Wednesday 1 December 2010

AQA-Style Question 4a

Explain Why Stolypin Altered The Electoral Franchise Before Summoning the Third Duma

Stolypin altered the electoral franchise at the request of Nicholas II in order to remove radical groups from the Duma and replace them with representatives who were supportive of the Tsar and, in the immediate term, would accept his agrarian reforms.

The Second Duma has been characterised as the ‘Duma of National Anger’. Dominated by those of the radical left and right and with the liberal Kadets in a minority, this meant that not only was compromise to the Tsar not on the agenda, but that the Duma became effectively crippled by the radicals who did not want the Duma experiment to succeed. Nicholas and Stolypin’s response was to dissolve the Duma and alter the electoral franchise so that those groups who would dominate - landlords and nobles - would be those who supported the Tsar and who would therefore pass the Stolypin’s reform bill.

Neither Stolypin nor the Tsar supported the Duma, the latter seeing it merely as a consultative body and he was frustrated with the way in which it potentially could block his legislation. This disdain is manifested by the way in which he dissolved the Duma and used emergency powers retained by the Tsar in the Fundamental Laws to alter the franchise. He was also aware of the urgent need to reform Russian agriculture; an ongoing theme in Russian politics since at least the 1850s. Stolypin believed that agricultural reform would both strengthen the Tsar’s position (by producing a class of prosperous peasants who would support the status quo) and would improve the economy as well. He also saw it as a way of stemming the tide of growing peasant unrest that had followed the October Manifesto. He therefore saw any attempts to block the legislation as potentially making the political situation within the country - particularly the position of the Tsar - as more dangerous.

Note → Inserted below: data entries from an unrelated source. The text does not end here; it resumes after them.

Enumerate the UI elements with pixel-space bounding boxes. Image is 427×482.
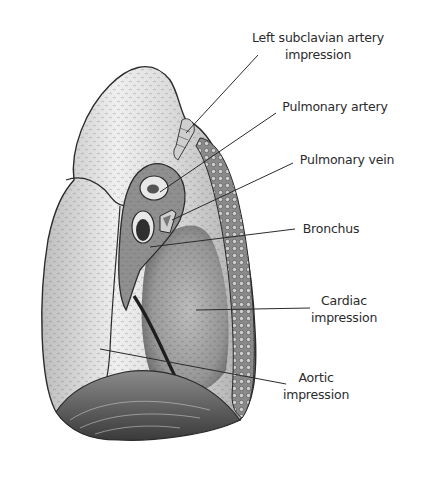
- label-line: Pulmonary vein: [297, 151, 397, 168]
- lung-illustration: [0, 0, 427, 482]
- label-pulmonary-artery: Pulmonary artery: [280, 98, 390, 115]
- leader-subclavian: [186, 55, 258, 133]
- label-line: Bronchus: [298, 220, 364, 237]
- label-line: Cardiac: [304, 292, 384, 309]
- label-cardiac-impression: Cardiac impression: [304, 292, 384, 326]
- label-line: Aortic: [276, 369, 356, 386]
- label-line: impression: [276, 386, 356, 403]
- label-line: Pulmonary artery: [280, 98, 390, 115]
- label-aortic-impression: Aortic impression: [276, 369, 356, 403]
- label-left-subclavian-artery-impression: Left subclavian artery impression: [238, 29, 398, 63]
- label-line: Left subclavian artery: [238, 29, 398, 46]
- label-bronchus: Bronchus: [298, 220, 364, 237]
- label-pulmonary-vein: Pulmonary vein: [297, 151, 397, 168]
- label-line: impression: [238, 46, 398, 63]
- label-line: impression: [304, 309, 384, 326]
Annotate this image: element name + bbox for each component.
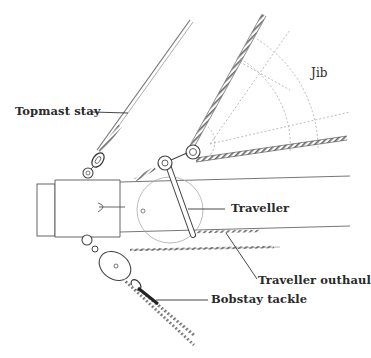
jib-sail: [186, 14, 350, 162]
traveller-outhaul: [130, 231, 280, 250]
bobstay-tackle: [94, 246, 195, 345]
label-traveller: Traveller: [231, 201, 289, 215]
traveller: [135, 153, 193, 235]
bowsprit-spar: [37, 168, 350, 252]
label-jib: Jib: [311, 66, 328, 80]
label-traveller-outhaul: Traveller outhaul: [258, 273, 371, 287]
label-bobstay-tackle: Bobstay tackle: [211, 292, 307, 306]
leader-traveller-outhaul: [226, 233, 257, 279]
topmast-stay: [88, 20, 193, 172]
label-topmast-stay: Topmast stay: [15, 104, 100, 118]
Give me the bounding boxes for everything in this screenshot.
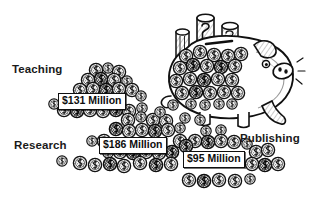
- pig-front-leg: [262, 101, 285, 124]
- value-callout-research: $186 Million: [99, 137, 167, 154]
- pig-eye: [262, 60, 269, 67]
- category-label-publishing: Publishing: [240, 133, 300, 145]
- category-label-research: Research: [14, 140, 67, 152]
- pig-hind-leg: [238, 112, 249, 128]
- value-callout-publishing: $95 Million: [183, 151, 245, 168]
- infographic-canvas: Teaching Research Publishing $131 Millio…: [0, 0, 319, 203]
- category-label-teaching: Teaching: [12, 64, 62, 76]
- value-callout-teaching: $131 Million: [58, 93, 126, 110]
- piggy-bank-icon: [161, 14, 305, 127]
- coin-illustration: [0, 0, 319, 203]
- sparkle-icon: [296, 58, 305, 84]
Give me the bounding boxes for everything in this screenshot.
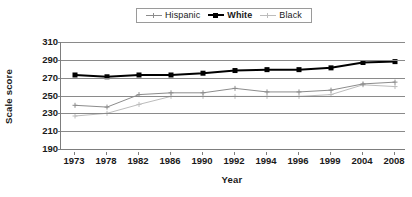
data-point-hispanic [393, 80, 398, 85]
data-point-white [73, 72, 78, 77]
y-tick-label: 270 [32, 73, 58, 83]
legend-marker-black-icon [260, 11, 276, 20]
gridline [61, 42, 405, 43]
x-tick-label: 1986 [159, 156, 180, 166]
x-tick-label: 1990 [191, 156, 212, 166]
x-tick-mark [202, 152, 203, 155]
x-tick-label: 1996 [287, 156, 308, 166]
data-point-white [169, 72, 174, 77]
chart-legend: Hispanic White Black [136, 8, 312, 23]
gridline [61, 60, 405, 61]
x-tick-label: 1978 [95, 156, 116, 166]
legend-marker-white-icon [208, 11, 224, 20]
data-point-hispanic [233, 86, 238, 91]
data-point-hispanic [201, 90, 206, 95]
y-axis-ticks: 190210230250270290310 [28, 42, 58, 149]
data-point-black [73, 114, 78, 119]
data-point-hispanic [297, 89, 302, 94]
data-point-white [265, 67, 270, 72]
data-point-black [393, 84, 398, 89]
data-point-white [201, 71, 206, 76]
gridline [61, 96, 405, 97]
x-tick-label: 2008 [383, 156, 404, 166]
gridline [61, 78, 405, 79]
plot-area [60, 42, 405, 150]
y-tick-label: 250 [32, 91, 58, 101]
y-tick-label: 190 [32, 144, 58, 154]
x-tick-mark [138, 152, 139, 155]
x-tick-label: 1982 [127, 156, 148, 166]
x-tick-mark [330, 152, 331, 155]
data-point-hispanic [73, 103, 78, 108]
y-tick-label: 230 [32, 108, 58, 118]
gridline [61, 131, 405, 132]
y-tick-label: 290 [32, 55, 58, 65]
y-tick-label: 310 [32, 37, 58, 47]
legend-item-white: White [208, 11, 252, 20]
x-axis-title: Year [60, 174, 404, 185]
x-tick-mark [394, 152, 395, 155]
legend-label-hispanic: Hispanic [165, 11, 200, 20]
x-tick-label: 1999 [319, 156, 340, 166]
data-point-hispanic [105, 105, 110, 110]
data-point-white [329, 65, 334, 70]
legend-item-hispanic: Hispanic [146, 11, 200, 20]
x-tick-mark [298, 152, 299, 155]
data-point-hispanic [265, 89, 270, 94]
legend-label-white: White [227, 11, 252, 20]
data-point-white [137, 72, 142, 77]
data-point-hispanic [169, 90, 174, 95]
x-tick-mark [170, 152, 171, 155]
legend-marker-hispanic-icon [146, 11, 162, 20]
gridline [61, 113, 405, 114]
x-axis-ticks: 1973197819821986199019921994199619992004… [60, 152, 404, 166]
x-tick-label: 1973 [63, 156, 84, 166]
chart-figure: Hispanic White Black Scale score 1902102… [0, 0, 412, 197]
y-axis-title-text: Scale score [4, 68, 15, 123]
x-tick-mark [234, 152, 235, 155]
y-axis-title: Scale score [2, 58, 16, 134]
x-tick-mark [74, 152, 75, 155]
x-tick-mark [362, 152, 363, 155]
data-point-white [297, 67, 302, 72]
x-tick-label: 2004 [351, 156, 372, 166]
x-tick-mark [106, 152, 107, 155]
data-point-hispanic [329, 88, 334, 93]
data-point-black [137, 102, 142, 107]
legend-item-black: Black [260, 11, 302, 20]
x-tick-label: 1994 [255, 156, 276, 166]
x-tick-label: 1992 [223, 156, 244, 166]
y-tick-label: 210 [32, 126, 58, 136]
data-point-white [233, 68, 238, 73]
x-tick-mark [266, 152, 267, 155]
legend-label-black: Black [279, 11, 302, 20]
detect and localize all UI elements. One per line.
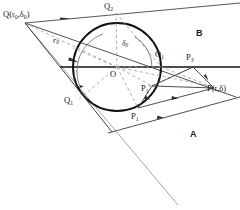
label-radius-source: r0	[53, 37, 59, 45]
q-to-field-ray	[25, 23, 236, 97]
angle-arc-outer-arrowhead	[79, 85, 83, 88]
geometry-figure: Q(r0,δ0) r0 δ0 O O1 Q2 Q1 P1 P1′ P3 P(r,…	[0, 0, 240, 210]
label-point-q2: Q2	[104, 2, 113, 11]
label-point-p1: P1	[131, 112, 139, 121]
label-point-p3: P3	[186, 53, 194, 62]
label-region-a: A	[190, 130, 197, 139]
arrowhead-p1-field	[172, 96, 179, 100]
source-to-lower-ray	[25, 23, 112, 132]
label-point-p1-prime: P1′	[141, 84, 150, 93]
dashed-radii-group	[25, 13, 210, 108]
label-center-o: O	[110, 70, 116, 79]
q-to-field-ray-group	[25, 23, 236, 97]
label-field-point: P(r,δ)	[207, 84, 226, 93]
label-angle-delta0: δ0	[122, 40, 128, 48]
upper-ray-line	[25, 3, 240, 23]
lower-long-ray	[108, 97, 240, 133]
label-point-q1: Q1	[64, 96, 73, 105]
figure-canvas	[0, 0, 240, 210]
label-source-point: Q(r0,δ0)	[3, 10, 30, 19]
label-center-o1: O1	[155, 50, 164, 59]
upper-ray-group	[25, 3, 240, 23]
label-region-b: B	[196, 29, 203, 38]
radius-to-q2	[116, 13, 117, 67]
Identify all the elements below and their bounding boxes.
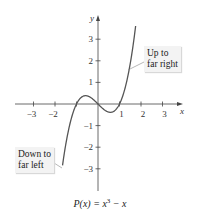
y-axis-label: y xyxy=(89,13,94,23)
y-tick-label: 2 xyxy=(89,56,94,66)
leader-left xyxy=(54,163,62,168)
x-tick-label: −2 xyxy=(48,109,58,119)
caption-rhs: − x xyxy=(110,198,126,209)
caption-lhs: P(x) = x xyxy=(73,198,106,209)
y-tick-label: 1 xyxy=(89,77,94,87)
annotation-line: far left xyxy=(18,160,51,171)
x-tick-label: 3 xyxy=(162,109,167,119)
chart-caption: P(x) = x3 − x xyxy=(0,197,200,209)
x-tick-label: 1 xyxy=(119,109,124,119)
x-tick-label: 2 xyxy=(141,109,146,119)
series xyxy=(63,26,136,165)
y-axis-arrow xyxy=(96,15,100,21)
y-tick-label: −2 xyxy=(83,142,93,152)
annotation-line: Down to xyxy=(18,149,51,160)
curve-P xyxy=(63,26,136,165)
annotation-down-to-far-left: Down to far left xyxy=(15,147,54,173)
callout-leaders xyxy=(54,62,144,168)
y-tick-label: −3 xyxy=(83,164,93,174)
y-tick-label: −1 xyxy=(83,121,93,131)
annotation-line: far right xyxy=(147,59,178,70)
annotation-up-to-far-right: Up to far right xyxy=(144,46,181,72)
x-axis-label: x xyxy=(179,106,184,116)
x-tick-label: −3 xyxy=(27,109,37,119)
y-tick-label: 3 xyxy=(89,34,94,44)
annotation-line: Up to xyxy=(147,48,178,59)
chart-plot: xy −3−2123−3−2−1123 xyxy=(0,0,200,212)
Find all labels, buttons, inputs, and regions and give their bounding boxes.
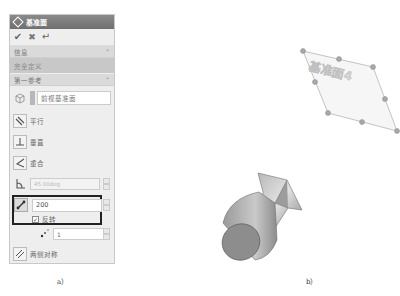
reverse-row[interactable]: ✓ 反转	[32, 214, 56, 224]
distance-row: 200	[14, 198, 102, 212]
reference-selection-row: 前视基准面	[10, 86, 114, 110]
dialog-toolbar: ✔ ✖ ↵	[10, 29, 114, 46]
datum-plane-dialog: 基准面 ✔ ✖ ↵ 信息 ⌃ 完全定义 第一参考 ⌃ 前视基准面 平行 垂直	[9, 14, 115, 264]
coincident-icon[interactable]	[13, 156, 27, 170]
count-spinner[interactable]	[103, 228, 110, 240]
info-section-header[interactable]: 信息 ⌃	[10, 46, 114, 58]
symmetric-option[interactable]: 两侧对称	[13, 247, 58, 261]
option-perpendicular[interactable]: 垂直	[10, 131, 114, 152]
selection-color-swatch	[30, 91, 35, 105]
option-parallel[interactable]: 平行	[10, 110, 114, 131]
cancel-icon[interactable]: ✖	[27, 32, 37, 42]
info-status: 完全定义	[10, 58, 114, 73]
reverse-checkbox[interactable]: ✓	[32, 216, 39, 223]
option-coincident[interactable]: 重合	[10, 152, 114, 173]
angle-spinner[interactable]	[103, 178, 110, 190]
angle-row: 45.00deg	[10, 173, 114, 194]
distance-spinner[interactable]	[103, 199, 110, 211]
angle-field[interactable]: 45.00deg	[30, 178, 100, 190]
caption-a: a）	[57, 276, 68, 286]
datum-plane-preview[interactable]: 基准面4	[295, 40, 400, 140]
parallel-label: 平行	[30, 116, 44, 126]
first-reference-header[interactable]: 第一参考 ⌃	[10, 74, 114, 86]
collapse-icon[interactable]: ⌃	[105, 76, 110, 83]
distance-field[interactable]: 200	[32, 199, 102, 212]
dialog-titlebar: 基准面	[10, 15, 114, 29]
datum-plane-icon	[12, 16, 23, 27]
dialog-title: 基准面	[26, 17, 47, 27]
count-field[interactable]: 1	[53, 228, 105, 240]
apply-icon[interactable]: ↵	[41, 32, 51, 42]
ok-icon[interactable]: ✔	[13, 32, 23, 42]
parallel-icon[interactable]	[13, 114, 27, 128]
symmetric-label: 两侧对称	[30, 249, 58, 259]
first-reference-title: 第一参考	[14, 75, 42, 85]
coincident-label: 重合	[30, 158, 44, 168]
perpendicular-icon[interactable]	[13, 135, 27, 149]
plane-cube-icon	[13, 91, 27, 105]
info-section-title: 信息	[14, 47, 28, 57]
symmetric-icon[interactable]	[13, 247, 27, 261]
reference-plane-field[interactable]: 前视基准面	[37, 91, 111, 105]
pattern-count-icon	[40, 228, 50, 240]
3d-model[interactable]	[215, 168, 310, 263]
distance-icon[interactable]	[14, 198, 28, 212]
count-row: 1	[40, 228, 105, 240]
reverse-label: 反转	[42, 214, 56, 224]
perpendicular-label: 垂直	[30, 137, 44, 147]
collapse-icon[interactable]: ⌃	[105, 48, 110, 55]
caption-b: b）	[306, 276, 317, 286]
angle-icon[interactable]	[13, 177, 27, 191]
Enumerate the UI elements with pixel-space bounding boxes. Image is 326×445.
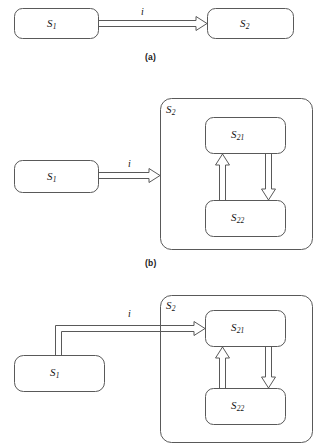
state-label-s2-b: S2 [166,103,175,115]
panel-b-graphics [15,99,313,250]
state-label-s22-b: S22 [231,211,244,223]
state-label-s1-a: S1 [47,17,56,29]
state-box-s22-b [206,201,286,237]
caption-b: (b) [145,258,156,268]
transition-arrow-b-external [99,169,161,183]
composite-state-box-s2-c [161,296,313,443]
composite-state-box-s2-b [161,99,313,250]
statechart-figure: S1 S2 i (a) S1 S2 S21 S22 i (b) S1 S2 S2… [0,0,326,445]
transition-arrow-c-down [262,347,276,389]
transition-arrow-a [99,17,208,31]
state-box-s22-c [206,389,286,425]
transition-arrow-b-down [262,154,276,201]
transition-arrow-c-external [56,322,206,356]
transition-arrow-c-up [216,347,230,389]
state-box-s21-c [206,311,286,347]
state-label-s21-c: S21 [231,321,244,333]
event-label-i-a: i [141,6,144,17]
caption-a: (a) [145,52,156,62]
state-label-s1-c: S1 [50,366,59,378]
state-box-s2-a [208,9,294,39]
state-label-s22-c: S22 [231,399,244,411]
transition-arrow-b-up [216,154,230,201]
diagram-canvas [0,0,326,445]
state-label-s2-a: S2 [240,17,249,29]
state-label-s2-c: S2 [166,299,175,311]
state-box-s21-b [206,118,286,154]
state-label-s1-b: S1 [47,170,56,182]
event-label-i-c: i [128,308,131,319]
state-label-s21-b: S21 [231,128,244,140]
event-label-i-b: i [128,158,131,169]
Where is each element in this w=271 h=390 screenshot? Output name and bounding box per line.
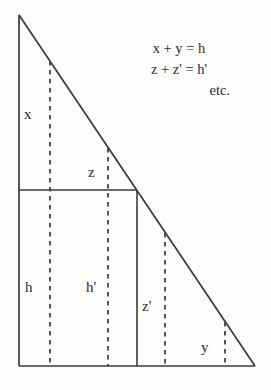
geometry-figure: x + y = h z + z' = h' etc. x z h h' z' y xyxy=(0,0,271,390)
equation-line-3: etc. xyxy=(120,80,238,101)
segment-label-z: z xyxy=(88,165,95,180)
segment-label-z-prime: z' xyxy=(142,299,151,314)
segment-label-h: h xyxy=(25,280,33,295)
segment-label-h-prime: h' xyxy=(86,280,96,295)
equation-line-1: x + y = h xyxy=(120,38,238,59)
segment-label-x: x xyxy=(24,107,32,122)
segment-label-y: y xyxy=(201,340,209,355)
equation-block: x + y = h z + z' = h' etc. xyxy=(120,38,238,101)
equation-line-2: z + z' = h' xyxy=(120,59,238,80)
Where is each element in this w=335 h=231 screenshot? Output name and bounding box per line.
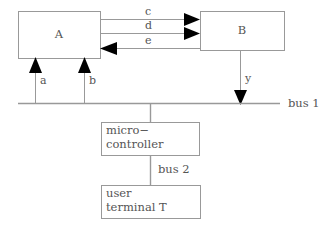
block-user-terminal-label-line1: user <box>106 187 132 199</box>
block-user-terminal-label-line2: terminal T <box>106 201 167 213</box>
signal-a-label: a <box>40 75 47 87</box>
signal-d-arrowhead <box>184 27 200 40</box>
signal-c-label: c <box>145 6 151 18</box>
bus-2-label: bus 2 <box>158 163 190 175</box>
signal-b-arrowhead <box>78 57 91 73</box>
signal-e-arrowhead <box>100 42 117 55</box>
signal-e-label: e <box>145 35 152 47</box>
signal-y-label: y <box>245 73 251 85</box>
diagram-canvas: A B micro− controller user terminal T c … <box>0 0 335 231</box>
signal-b-label: b <box>89 75 96 87</box>
signal-d-label: d <box>145 20 152 32</box>
block-a-label: A <box>18 28 100 40</box>
block-microcontroller-label-line2: controller <box>106 138 163 150</box>
bus-1-label: bus 1 <box>288 97 320 109</box>
signal-c-arrowhead <box>184 13 200 26</box>
signal-a-arrowhead <box>29 57 42 73</box>
block-microcontroller-label-line1: micro− <box>106 124 149 136</box>
block-b-label: B <box>200 24 284 36</box>
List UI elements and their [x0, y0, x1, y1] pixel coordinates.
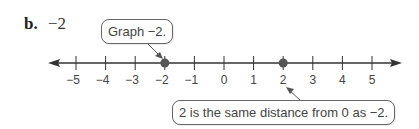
tick-label: −1	[185, 73, 199, 87]
tick-label: 3	[309, 73, 316, 87]
graph-callout: Graph −2.	[101, 19, 173, 44]
tick-label: −4	[96, 73, 110, 87]
plotted-point	[160, 59, 169, 68]
tick-label: 4	[339, 73, 346, 87]
top-callout-pointer	[146, 42, 163, 59]
plotted-point	[279, 59, 288, 68]
tick-label: 0	[221, 73, 228, 87]
tick-label: 5	[369, 73, 376, 87]
tick-label: −2	[155, 73, 169, 87]
tick-label: −3	[125, 73, 139, 87]
bottom-callout-pointer	[286, 87, 300, 100]
tick-label: 1	[250, 73, 257, 87]
distance-callout: 2 is the same distance from 0 as −2.	[172, 100, 395, 125]
tick-label: −5	[66, 73, 80, 87]
tick-label: 2	[280, 73, 287, 87]
tick-label-group: −5−4−3−2−1012345	[66, 73, 376, 87]
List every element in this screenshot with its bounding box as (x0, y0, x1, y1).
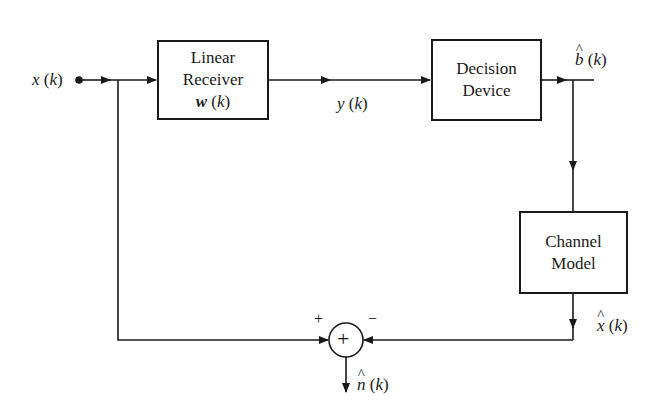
x-hat-label: x (k) (597, 316, 628, 336)
channel-model-block: Channel Model (519, 211, 628, 294)
summer-plus-symbol: + (337, 327, 349, 351)
linear-receiver-line1: Linear (191, 47, 235, 69)
decision-device-line1: Decision (456, 58, 516, 80)
y-label: y (k) (337, 94, 368, 114)
channel-model-line1: Channel (545, 231, 602, 253)
linear-receiver-line2: Receiver (183, 69, 243, 91)
b-hat-label: b (k) (575, 50, 607, 70)
summer-plus-sign: + (314, 310, 323, 328)
linear-receiver-block: Linear Receiver w (k) (157, 40, 269, 120)
linear-receiver-param: w (k) (196, 91, 230, 113)
decision-device-block: Decision Device (431, 39, 542, 121)
decision-device-line2: Device (462, 80, 510, 102)
input-label: x (k) (32, 70, 63, 90)
summer-minus-sign: − (368, 310, 377, 328)
channel-model-line2: Model (551, 253, 595, 275)
n-hat-label: n (k) (357, 375, 389, 395)
signal-wires (0, 0, 670, 415)
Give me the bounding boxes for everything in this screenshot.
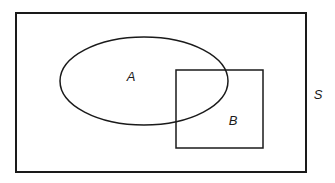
venn-diagram-canvas: A B S xyxy=(0,0,335,183)
set-b-rectangle xyxy=(176,70,263,148)
set-a-label: A xyxy=(126,69,136,84)
venn-diagram-svg: A B S xyxy=(0,0,335,183)
universal-set-label: S xyxy=(314,87,323,102)
set-a-ellipse xyxy=(60,37,228,125)
set-b-label: B xyxy=(229,113,238,128)
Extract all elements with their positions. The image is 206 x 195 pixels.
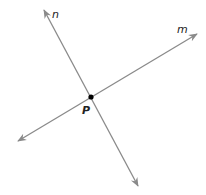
label-p: P: [82, 104, 90, 117]
diagram-canvas: n m P: [0, 0, 206, 195]
label-n: n: [52, 8, 59, 21]
label-m: m: [177, 23, 188, 36]
line-m: [18, 34, 197, 141]
point-p: [88, 94, 93, 99]
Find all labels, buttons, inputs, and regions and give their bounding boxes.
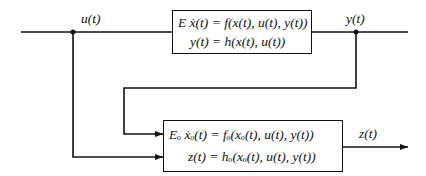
system-output-equation: y(t) = h(x(t), u(t)): [190, 35, 285, 49]
observer-block: Eₒ ẋₒ(t) = fₒ(xₒ(t), u(t), y(t)) z(t) = …: [163, 120, 343, 172]
observer-output-equation: z(t) = hₒ(xₒ(t), u(t), y(t)): [188, 150, 316, 164]
label-z: z(t): [359, 127, 377, 141]
label-u: u(t): [81, 12, 101, 26]
system-block: E ẋ(t) = f(x(t), u(t), y(t)) y(t) = h(x(…: [172, 10, 312, 54]
observer-state-equation: Eₒ ẋₒ(t) = fₒ(xₒ(t), u(t), y(t)): [169, 128, 314, 142]
label-y: y(t): [346, 12, 365, 26]
input-branch-path: [73, 32, 163, 157]
system-state-equation: E ẋ(t) = f(x(t), u(t), y(t)): [178, 16, 307, 30]
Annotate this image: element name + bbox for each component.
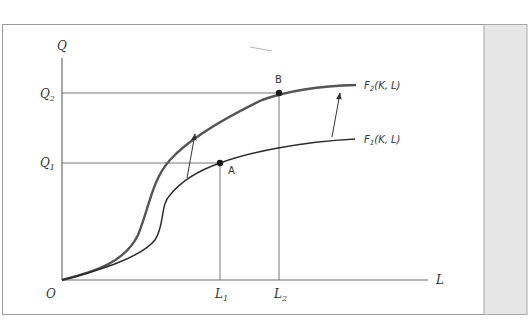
- origin-label: O: [46, 287, 56, 301]
- x-axis-label: L: [435, 273, 444, 287]
- point-a-marker: [217, 160, 223, 166]
- figure-frame: [3, 25, 493, 315]
- point-b-label: B: [275, 74, 282, 85]
- y-axis-label: Q: [57, 39, 67, 53]
- sidebar-strip: [484, 25, 527, 315]
- point-a-label: A: [228, 165, 235, 176]
- point-b-marker: [276, 90, 282, 96]
- production-function-diagram: Q L O Q2 Q1 L1 L2 A B F2(K, L) F1(K, L): [0, 0, 532, 332]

Stolypin altered the electorial franchise, then, predominantly in order to return a more compliant Duma who would support the Tsar and the reform bill. Disdaining the Duma and the radical left, and believing that the bill was the only way to improve the lot of the peasants and thereby produce a class or prosperous, conservative peasants and improve the economic situation in the country, he sought to amend the rules of the political game in order to push his legislation through.